Things have relative meaning to us - We will tend to give things meaning by their relative relationship to other things we know rather than judging them on their own merits. We we will tend to make decisions based on how the information is presented to us, which is known as the framing effect. For example, we could be given the same two choices, but phrased in two different ways, and we might make different decisions based on how the choices were framed. You would think that you would make the same choice every time, but you pick the one that SOUNDS better rather than the one that is logically better.

So, there are a bunch of cognitive things we do that aren't so reliable. So what? I still know what I saw. Science doesn't know everything. And my experiences are valuable. 

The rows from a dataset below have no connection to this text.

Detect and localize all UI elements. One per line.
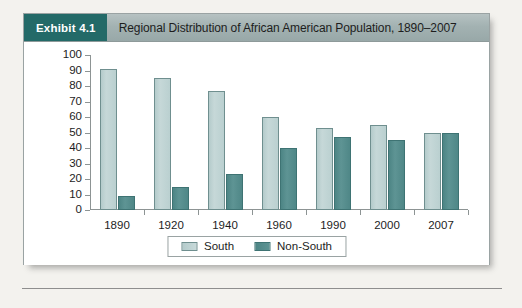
bar-south-1920 (154, 78, 171, 210)
legend-swatch-non-south-icon (254, 242, 270, 251)
y-axis-tick (85, 55, 90, 56)
legend-swatch-south-icon (181, 242, 197, 251)
bar-non-south-1990 (334, 137, 351, 210)
x-axis-tick (468, 210, 469, 215)
page-divider-rule (22, 288, 502, 289)
y-axis-tick-label: 90 (69, 65, 82, 77)
y-axis-tick-label: 60 (69, 111, 82, 123)
y-axis-tick (85, 117, 90, 118)
x-axis-tick (414, 210, 415, 215)
chart-legend: South Non-South (167, 236, 346, 258)
y-axis-tick-label: 20 (69, 173, 82, 185)
y-axis-tick-label: 70 (69, 96, 82, 108)
x-axis-label-2007: 2007 (428, 220, 454, 232)
bar-south-2007 (424, 133, 441, 211)
exhibit-number-badge: Exhibit 4.1 (24, 14, 107, 41)
y-axis-tick (85, 210, 90, 211)
legend-item-non-south: Non-South (254, 241, 332, 253)
y-axis-tick (85, 133, 90, 134)
bar-south-1960 (262, 117, 279, 210)
y-axis-tick-label: 0 (76, 204, 82, 216)
chart-body: 0102030405060708090100 18901920194019601… (24, 42, 489, 265)
y-axis-tick-label: 50 (69, 127, 82, 139)
y-axis-tick-label: 100 (63, 49, 82, 61)
x-axis-tick (360, 210, 361, 215)
x-axis-label-1990: 1990 (320, 220, 346, 232)
bar-chart-plot: 0102030405060708090100 18901920194019601… (90, 55, 468, 210)
exhibit-panel: Exhibit 4.1 Regional Distribution of Afr… (23, 13, 490, 265)
y-axis-tick (85, 86, 90, 87)
x-axis-label-1920: 1920 (158, 220, 184, 232)
bar-non-south-2007 (442, 133, 459, 211)
y-axis-tick-label: 40 (69, 142, 82, 154)
bar-south-1890 (100, 69, 117, 210)
bar-south-2000 (370, 125, 387, 210)
y-axis-tick-label: 10 (69, 189, 82, 201)
x-axis-tick (252, 210, 253, 215)
y-axis-tick (85, 102, 90, 103)
x-axis-tick (306, 210, 307, 215)
bar-non-south-1940 (226, 174, 243, 210)
y-axis-tick-label: 30 (69, 158, 82, 170)
legend-label-south: South (204, 241, 234, 253)
bar-non-south-1960 (280, 148, 297, 210)
bar-non-south-1890 (118, 196, 135, 210)
x-axis-label-1940: 1940 (212, 220, 238, 232)
plot-area: 0102030405060708090100 18901920194019601… (90, 55, 468, 210)
y-axis-line (90, 55, 91, 210)
y-axis-tick (85, 148, 90, 149)
y-axis-tick (85, 71, 90, 72)
y-axis-tick (85, 195, 90, 196)
legend-item-south: South (181, 241, 234, 253)
x-axis-tick (198, 210, 199, 215)
bar-non-south-2000 (388, 140, 405, 210)
exhibit-title: Regional Distribution of African America… (107, 14, 489, 41)
exhibit-header: Exhibit 4.1 Regional Distribution of Afr… (24, 14, 489, 42)
bar-non-south-1920 (172, 187, 189, 210)
x-axis-label-1890: 1890 (104, 220, 130, 232)
legend-label-non-south: Non-South (277, 241, 332, 253)
x-axis-tick (144, 210, 145, 215)
x-axis-label-1960: 1960 (266, 220, 292, 232)
y-axis-tick-label: 80 (69, 80, 82, 92)
y-axis-tick (85, 164, 90, 165)
x-axis-label-2000: 2000 (374, 220, 400, 232)
bar-south-1940 (208, 91, 225, 210)
y-axis-tick (85, 179, 90, 180)
bar-south-1990 (316, 128, 333, 210)
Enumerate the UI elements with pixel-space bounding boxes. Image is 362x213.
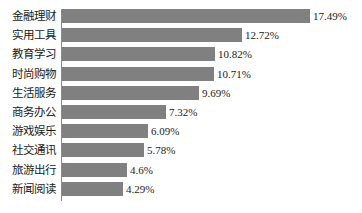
value-label: 10.82% xyxy=(218,45,252,64)
bar-row: 时尚购物10.71% xyxy=(0,65,362,84)
bar xyxy=(62,143,144,157)
bar-chart: 金融理财17.49%实用工具12.72%教育学习10.82%时尚购物10.71%… xyxy=(0,0,362,213)
plot-area: 金融理财17.49%实用工具12.72%教育学习10.82%时尚购物10.71%… xyxy=(0,0,362,213)
bar xyxy=(62,105,166,119)
bar-row: 金融理财17.49% xyxy=(0,7,362,26)
category-label: 游戏娱乐 xyxy=(0,122,56,141)
value-label: 5.78% xyxy=(147,141,175,160)
category-label: 旅游出行 xyxy=(0,161,56,180)
category-label: 商务办公 xyxy=(0,103,56,122)
value-label: 4.29% xyxy=(126,180,154,199)
value-label: 12.72% xyxy=(245,26,279,45)
bar-row: 生活服务9.69% xyxy=(0,84,362,103)
bar xyxy=(62,182,123,196)
value-label: 4.6% xyxy=(130,161,153,180)
category-label: 金融理财 xyxy=(0,7,56,26)
bar xyxy=(62,28,242,42)
bar-row: 旅游出行4.6% xyxy=(0,161,362,180)
bar-row: 新闻阅读4.29% xyxy=(0,180,362,199)
value-label: 7.32% xyxy=(169,103,197,122)
bar xyxy=(62,163,127,177)
bar-row: 商务办公7.32% xyxy=(0,103,362,122)
value-label: 10.71% xyxy=(217,65,251,84)
bar xyxy=(62,124,148,138)
bar-row: 社交通讯5.78% xyxy=(0,141,362,160)
bar-row: 游戏娱乐6.09% xyxy=(0,122,362,141)
category-label: 实用工具 xyxy=(0,26,56,45)
category-label: 生活服务 xyxy=(0,84,56,103)
category-label: 时尚购物 xyxy=(0,65,56,84)
bar xyxy=(62,47,215,61)
bar-row: 教育学习10.82% xyxy=(0,45,362,64)
value-label: 9.69% xyxy=(202,84,230,103)
category-label: 新闻阅读 xyxy=(0,180,56,199)
bar xyxy=(62,67,214,81)
category-label: 社交通讯 xyxy=(0,141,56,160)
bar xyxy=(62,9,310,23)
value-label: 17.49% xyxy=(313,7,347,26)
value-label: 6.09% xyxy=(151,122,179,141)
bar xyxy=(62,86,199,100)
category-label: 教育学习 xyxy=(0,45,56,64)
bar-row: 实用工具12.72% xyxy=(0,26,362,45)
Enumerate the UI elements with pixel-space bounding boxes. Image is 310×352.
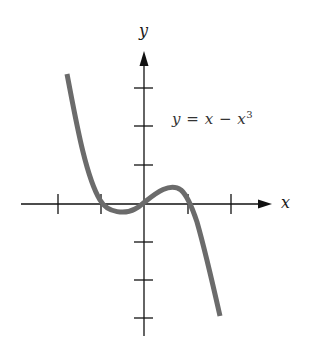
- x-axis-arrow-icon: [258, 200, 272, 209]
- plot-area: [0, 0, 310, 352]
- equation-term-x: x: [205, 110, 214, 128]
- y-axis-arrow-icon: [140, 51, 149, 66]
- equation-equals: =: [186, 110, 199, 128]
- x-axis-label: x: [281, 193, 290, 212]
- equation-label: y = x − x3: [172, 109, 253, 128]
- y-axis-label: y: [139, 21, 148, 40]
- equation-exponent: 3: [246, 109, 253, 120]
- equation-minus: −: [219, 110, 232, 128]
- equation-lhs: y: [172, 110, 181, 128]
- equation-term-base: x: [237, 110, 246, 128]
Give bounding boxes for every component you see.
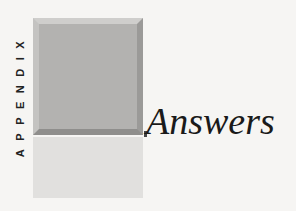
light-block (33, 137, 143, 198)
chapter-title: Answers (146, 102, 275, 140)
appendix-text: APPENDIX (14, 33, 26, 157)
bevel-block (33, 18, 143, 135)
appendix-label: APPENDIX (12, 20, 28, 170)
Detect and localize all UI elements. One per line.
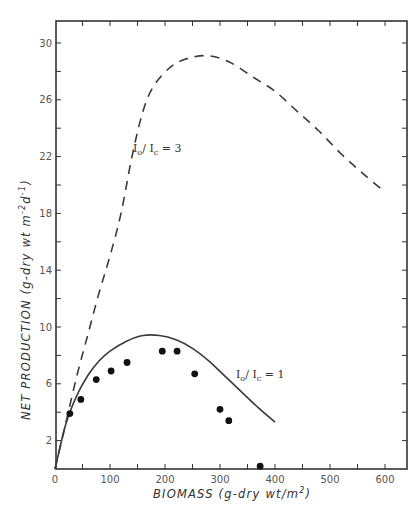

Yep, that is your cognitive dissonance talking. Do you know what you saw? Really? Hopefully this article has made you question that, because you should. It is the exact reason why we have a careful and thorough scientific method. Because it is SO HARD to be free of bias. No, science does not know everything, but where there are data and they are of good quality and have been analysed well, we really have a responsibility to think about changing our beliefs if that data conflicts with them. Those data were collected because our personal experiences are unreliable. The data are supposed to be more reliable. And, of course your experiences are valuable. Most especially to you! Studies have been conducted based on personal experiences, and this is a wholly acceptable reason to conduct a study. But, the point is to find out if the personal experiences are true, or just a factor of bias or misinterpretation. Nonetheless, oftentimes in training we don't have scientific data. We only have personal experiences. What should we do? Be as sure of your personal experiences as you can be! That means objective recordings of baseline behaviour so that progress can be tracked throughout treatment. It is tedious, and I am yet to convince a client to do it, but numbers are more convincing than your subjective experiences.

References

Wicklund, Robert A., and Jack Williams Brehm. Perspectives on cognitive dissonance. Psychology Press, 2013.
Lommen, Miriam JJ, Iris M. Engelhard, and Marcel A. van den Hout. "Susceptibility to long-term misinformation effect outside of the laboratory."European journal of psychotraumatology 4 (2013).
Loftus, Elizabeth F. "Planting misinformation in the human mind: A 30-year investigation of the malleability of memory.Learning & Memory 12.4 (2005): 361-366.
Gigerenzer, Gerd. Calculated risks: How to know when numbers deceive you. Simon and Schuster, 2002.
Rozenblit, Leonid, and Frank Keil. "The misunderstood limits of folk science: An illusion of explanatory depth.Cognitive Science 26.5 (2002): 521-562.
Tuyttens, F. A. M., et al. "Observer bias in animal behaviour research: can we believe what we score, if we score what we believe?." Animal Behaviour 90 (2014): 273-280.
Levin, Irwin P., Sandra L. Schneider, and Gary J. Gaeth. "All frames are not created equal: A typology and critical analysis of framing effects."Organizational behavior and human decision processes 76.2 (1998): 149-188.